“He suspected. She was draining the accounts. This,” he said, holding up the bonds, “was his insurance policy.”
“Can we move it to my name?” I asked, swallowing deeply.
“Already working on it.” He smiled. “Ray wanted you protected, my girl. He made me promise that if you hadn’t shown up in 60 days after his passing, I’d have to find you myself. I have copies of everything here.”
With Dan’s help, I cashed the bonds and opened an account in my name.
“Ray wanted you protected, my girl.”
I didn’t feel like I was winning. It felt like waking up.
I rented a small place on the edge of town — peeling paint, crooked porch swing, a front step that dipped when you walked on it. I fixed the porch the first week.
Then, I started fixing myself.
I didn’t feel like I was winning.
The day I signed the lease for my dad’s old workshop, I stood in the empty space and cried for ten minutes.
It still smelled like motor oil and pine, like the walls had absorbed him. There were pencil marks on the studs where he used to write measurements, and one crooked nail in the back corner that I remembered him swearing at when I was ten.
“Okay, Dad,” I said, wiping my face. “I’m here.”
Then I got to work.
“I’m here.”
I didn’t want a plain construction shop. I wanted something that felt like him, but also felt like me. My dad built with his hands. I built in my head first. I loved drafting, clean lines, and the quiet satisfaction of a plan that actually made sense.
So I made the workshop both.
The front half became a small design studio. I bought a used drafting table, set up my laptop, and pinned up floor plans on corkboard. The back half stayed exactly what it was meant to be: saws, shelves, lumber, and room to build.
I built in my head first.
When I ordered my first sign, I stared at the proof for a long time before I approved it.
“Ray’s Builds.”
I didn’t have to explain the name — people knew… people remembered him.
Work came slow at first, then it started rolling in.
One afternoon, I called one of my dad’s old guys. A carpenter named Mike who had worked with him for years.
I didn’t have to explain the name…
“Ellie?” he answered on the second ring.
“Hi, Uncle Mike.”
There was a pause, and then his voice softened.
“I’m glad you called. How are you holding up?”
“I’m… trying,” I admitted. “I opened the shop.”
“You reopened Ray’s shop?”
“How are you holding up?”
“I leased it,” I said. “And I’m running it. But I need people who knew him. People who cared about the work.”
“You want me to come by?” Mike asked.
“Yes, if you can,” I said quickly. “And I want you to help me take over. I can’t do this alone.”
“I’ll be there tomorrow,” he said. “And Ellie?”
“Yes?”
“You’re doing right by him, doll.”
“I can’t do this alone.”
Three months later, Cheryl showed up.
She pulled into the gravel lot like she still belonged. Her roots were a mess, and her heels clicked like a warning.
I stepped outside and shut the workshop door behind me.
“Can I help you?”
“I heard about the business,” she said. “And your… house.”
“I didn’t think you kept up with town gossip.”
Three months later, Cheryl showed up.
Her smile looked strained.
“Things have changed. I thought maybe we could talk, Eleanor.”
“I’m busy,” I said.
“Eleanor… we’re family,” she said, taking a step closer.
I met her gaze.
“Family doesn’t change the locks before a funeral, Cheryl.”
“I’m busy.”
“I was protecting what was rightfully mine!”
“Sure, but my dad also protected what was his — me.”
A voice called from the workshop. My assistant, Ava, popped her head out.
“Hey, the bank called,” Ava said. “The paperwork’s final, Ellie.”
“What paperwork? What are you doing?” Cheryl asked.
“The paperwork’s final, Ellie.”
“I bought the house,” I said, not taking my eyes off her.
“That house was mine,” she said, laughing bitter and sharp.
“It was,” I said. “Until you defaulted on the second mortgage. You took it out against the house while Dad was still alive — said it was for ‘repairs’ — then you spent it and stopped paying. Isn’t that why you’re here? For me to fix your mess?”
Her mouth parted, but no sound came.
“Isn’t that why you’re here?”
“I saw the auction online. I bought the house,” I said. “Through an LLC. You didn’t even see my name, did you?”
“You’re not going to live there!” she snapped.
“No,” I agreed. “But I’m converting it for women in trades, like me. That house is finally going to build something that matters.”
Inside, I went back and sat at my desk.
“I bought the house.”
On the shelf above it were the boots — clean now.
“I didn’t just walk in the mud, Dad. I built something from it.”
And this time, no one could take it away.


▸ Task description: Would you set down the data that follows, word for word, without any pictures?

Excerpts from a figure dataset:
____

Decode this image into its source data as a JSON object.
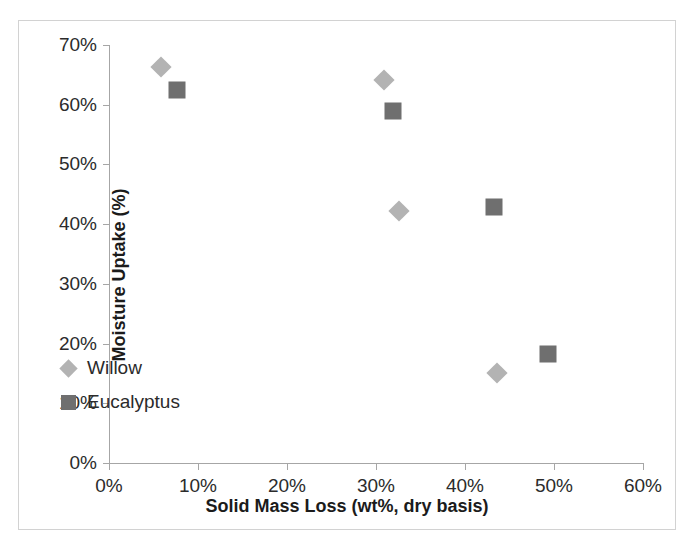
{
  "chart_data": {
    "type": "scatter",
    "title": "",
    "xlabel": "Solid Mass Loss (wt%, dry basis)",
    "ylabel": "Moisture Uptake (%)",
    "xlim": [
      0,
      60
    ],
    "ylim": [
      0,
      70
    ],
    "xticks": [
      "0%",
      "10%",
      "20%",
      "30%",
      "40%",
      "50%",
      "60%"
    ],
    "yticks": [
      "0%",
      "10%",
      "20%",
      "30%",
      "40%",
      "50%",
      "60%",
      "70%"
    ],
    "xtick_values": [
      0,
      10,
      20,
      30,
      40,
      50,
      60
    ],
    "ytick_values": [
      0,
      10,
      20,
      30,
      40,
      50,
      60,
      70
    ],
    "grid": false,
    "legend_position": "inside-lower-left",
    "series": [
      {
        "name": "Willow",
        "marker": "diamond",
        "color": "#b3b3b3",
        "points": [
          {
            "x": 5.8,
            "y": 66.3
          },
          {
            "x": 30.9,
            "y": 64.2
          },
          {
            "x": 32.6,
            "y": 42.2
          },
          {
            "x": 43.6,
            "y": 15.1
          }
        ]
      },
      {
        "name": "Eucalyptus",
        "marker": "square",
        "color": "#6f6f6f",
        "points": [
          {
            "x": 7.6,
            "y": 62.5
          },
          {
            "x": 31.9,
            "y": 58.9
          },
          {
            "x": 43.3,
            "y": 42.9
          },
          {
            "x": 49.3,
            "y": 18.3
          }
        ]
      }
    ]
  },
  "figure": {
    "border_color": "#d2d2d2",
    "axis_color": "#a6a6a6",
    "background": "#ffffff"
  }
}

____

▸ Result:
Decode this image into its source data as a JSON object.
{
  "chart_data": {
    "type": "scatter",
    "title": "",
    "xlabel": "Solid Mass Loss (wt%, dry basis)",
    "ylabel": "Moisture Uptake (%)",
    "xlim": [
      0,
      60
    ],
    "ylim": [
      0,
      70
    ],
    "xticks": [
      "0%",
      "10%",
      "20%",
      "30%",
      "40%",
      "50%",
      "60%"
    ],
    "yticks": [
      "0%",
      "10%",
      "20%",
      "30%",
      "40%",
      "50%",
      "60%",
      "70%"
    ],
    "xtick_values": [
      0,
      10,
      20,
      30,
      40,
      50,
      60
    ],
    "ytick_values": [
      0,
      10,
      20,
      30,
      40,
      50,
      60,
      70
    ],
    "grid": false,
    "legend_position": "inside-lower-left",
    "series": [
      {
        "name": "Willow",
        "marker": "diamond",
        "color": "#b3b3b3",
        "points": [
          {
            "x": 5.8,
            "y": 66.3
          },
          {
            "x": 30.9,
            "y": 64.2
          },
          {
            "x": 32.6,
            "y": 42.2
          },
          {
            "x": 43.6,
            "y": 15.1
          }
        ]
      },
      {
        "name": "Eucalyptus",
        "marker": "square",
        "color": "#6f6f6f",
        "points": [
          {
            "x": 7.6,
            "y": 62.5
          },
          {
            "x": 31.9,
            "y": 58.9
          },
          {
            "x": 43.3,
            "y": 42.9
          },
          {
            "x": 49.3,
            "y": 18.3
          }
        ]
      }
    ]
  },
  "figure": {
    "border_color": "#d2d2d2",
    "axis_color": "#a6a6a6",
    "background": "#ffffff"
  }
}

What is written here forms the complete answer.